Rainbow.jpg and Gray256b.jpg are the "torture chamber" graphics...for equipment and operators. Between them, they will test your graphics system color accuracy as well as possibly your patience.
The original intent was to provide two perfect test patterns and then samples of how they would look on different systems. I couldn't do it. It's just too crazy. I'm just preparing the two patterns and writing descriptions of generally what happens to them on different systems.
Not enough colors
Until relatively recently, all the colors of the rainbow (17 million of them) was a painful and expensive thing to achieve on your computer. Most computers make do with less than that. The variations are:
Different systems cope with restricted colors differently. MS Windows simulates all the colors of the rainbow by "dithering" whatever is available. A looking-through-a-screen-door "Bayer" dither will be recognized immediately by anyone doing graphics with a 16 or 256 color restriction on a small screen in Windows. If you throw enough pure red and blue dots on the screen in an alternating pattern and then step back from the monitor far enough, you see purple. It's the best compromise.

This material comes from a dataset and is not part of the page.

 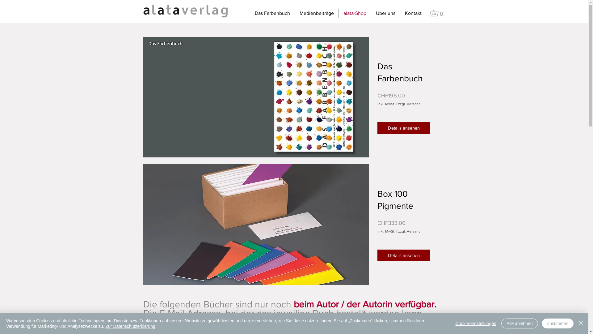 I want to click on alata-Shop, so click(x=355, y=13).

Other systems are not so talented. I know of a very old color system that looks at the graphic and picks the 16 most popular colors. It then takes all the rest of the colors and converts them into whichever of the 16 is closest. The "slash and smash" method. This gives you three people's faces with one single fleshtone. If the faces weren't very large, you might not even get that! This particular machine is now used for bookkeeping.
There can be unusual restrictions in your color system. There are some web browsers out there that will download and save complex graphics in full color, but will only display them in 256 colors. To get the best results, you have to display the saved graphic using a program outside of the browser.
Then, there's human error. When I started this project, I noticed that the gray pattern looked far worse than I thought it should. I went into Windows setup and discovered my display system was running 32K HiColor instead of 17 million Truecolor. Go figure.
The patterns
Both graphics were created in Photoshop 3 for Windows on a system with 17 million colors the whole way. Both patterns were saved as gracefully compressed JPEG files with the "lossy", as much as possible, turned off.
Gray256b.jpg is exactly 256 pixels wide and has 256 linear levels of gray. You can tell which gray you're on by which pixel you're viewing. (remember, the count goes from zero to 255) It's 100 pixels tall. There is no top-to-bottom shading.
Rainbow.jpg is not a perfect rainbow. It is based on a 6-point, fully saturated, chromaticity model. The R,M,B,C,G, and Y points are accurate, but the points in between, while arithmetically centered, are probably not chromatically accurate. This model results in a very subtle bright band down the middle of all three color stripes. I'm doing more research and will probably post a better rainbow later. Until then, this one is painful enough.
Rainbow.jpg has 1530 different colors not counting the gray (127 r/g/b) border. There are two identical perfect blues; far upper left, and far lower right. Similarly, there are two reds, and two greens. All other colored pixels are distinct, different colors. Each stripe is 100 pixels tall. There is no top-to-bottom shading.
Displays
17M Truecolor systems will display each test pattern perfectly smoothly withno hint of scratching, striping, or banding, even under high magnification.
65K HiColor systems will be very, very good, but under magnification will start to fall apart. The top band of the rainbow, about half-way between blue and magenta may show faint vertical stripes. The gray pattern will definitely show vertical banding and under magnification, will show subtle shifting between purple and green which betrays HiColor's reliance on that extra bit in the green channel.
32K HiColor systems will have more pronounced banding, but will not have the green/purple thing in the gray pattern.
256 color Enhanced VGA systems will, depending on the system, look gritty, screen-door-ish, approximately OK, or garish, pasty, and cartoonie awful.
16 color VGA will produce recognizable graphics only if someone told you what they were supposed to look like ahead of time.
Printers
The truely compulsive/masachostic will immediately try to print these patterns. "The results", as a software designer once said, "will probably be significant."